For the final performance of the Compass at the Argo, in January 1957, David Shepherd brought back the first-ever scenario, Enterprise, insisting the format was still, and should remain, the backbone of theatrical improvisation. Collecting the more successful scenarios, Shepherd believed, would provide Compass with the written material any theater needed to secure its posit
ion in American culture. The Group Theatre had Clifford Odets; Compass would have Shepherd, Bowen, and May. Right there, he had a massive problem solved, he thought; to disseminate this ephemeral form, as he and Flicker planned, they would disseminate these scenarios. “If I succeed,” he wrote to Spolin, “the Compass may not make more money, or branch out more quickly, but it will be a better theater. The question is: how?” A year and a half after Enterprise’s premiere, he still didn’t have an answer. Moreover, none of his fellow improvisers liked working from an outline. This essential dispute between freedom and form would become the driving tension of improvisational comedy for the next half century.
Del Close left New York in a virtually floorless Volkswagen that was so cold he had to burn a can of cooking fuel to keep from freezing. Ready or not, he was on his way—a trek of one thousand miles—down to St. Louis to join Ted Flicker. They were going to improvise. They were going to throw out everything and start over.
Shepherd had tasked Flicker with replicating his version of the Compass in St. Louis (their New York backers had withdrawn). Flicker nodded obediently, but the P. T. Barnum in him had other plans. Del at his side, he would transform the St. Louis Compass, his Compass—comprised of Close, Nancy Ponder, Jo Henderson, and himself, doubling as director—into a manic circus act of whimsical ingenuity and derring-do. “Ted’s idea,” Close said, “was to present improvisation as an intellectual feat, as an unusual human ability.” “It was Del,” Flicker said, “who brought the truly unknown into the improvisations of the St. Louis Compass.” The rest they would figure out as they went along.
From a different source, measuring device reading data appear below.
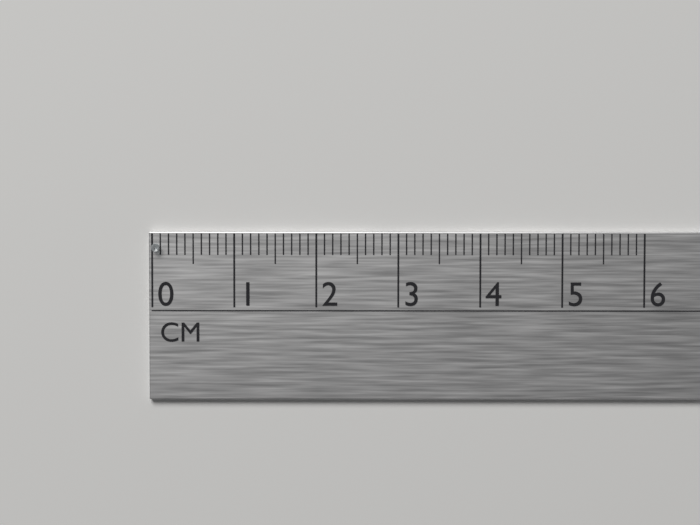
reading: 0.1 cm
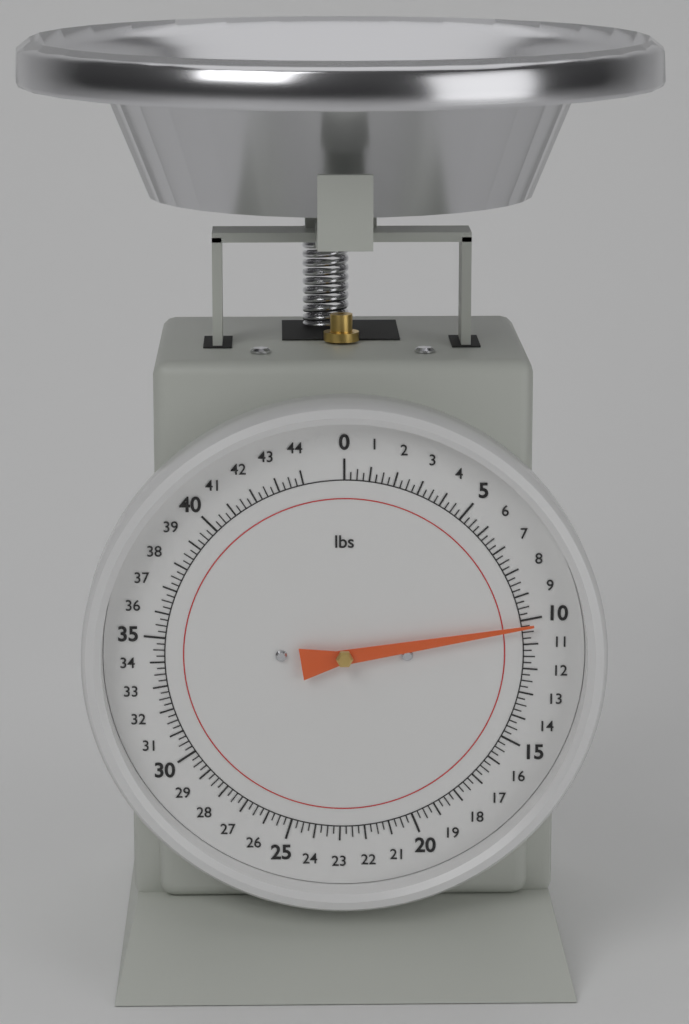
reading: 10.25 lbs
The scenarios, Del agreed, were total bullshit. This was improvisation! Del insisted on what he called spot-improv, improvising from a suggestion right there, on the spot, not from a concept agreed upon during intermission, and certainly not from a scenario, but the way he and Elaine had at Del’s Compass audition—suddenly and without a plan. Flicker agreed wholeheartedly, but with a single caveat: an entire evening of spot-improv was too much of a commercial and artistic risk. Sure things were needed: good sketches and blackouts refined in rehearsal. Unlike the Chicago Compass, whose talky, cerebral explorations could drag on, sometimes for twenty minutes, Flicker impressed upon Close the need to play their scenes for speed. Speed and variety. They were improvisation’s insurance against failure. Didn’t like that one? Try this. Now this!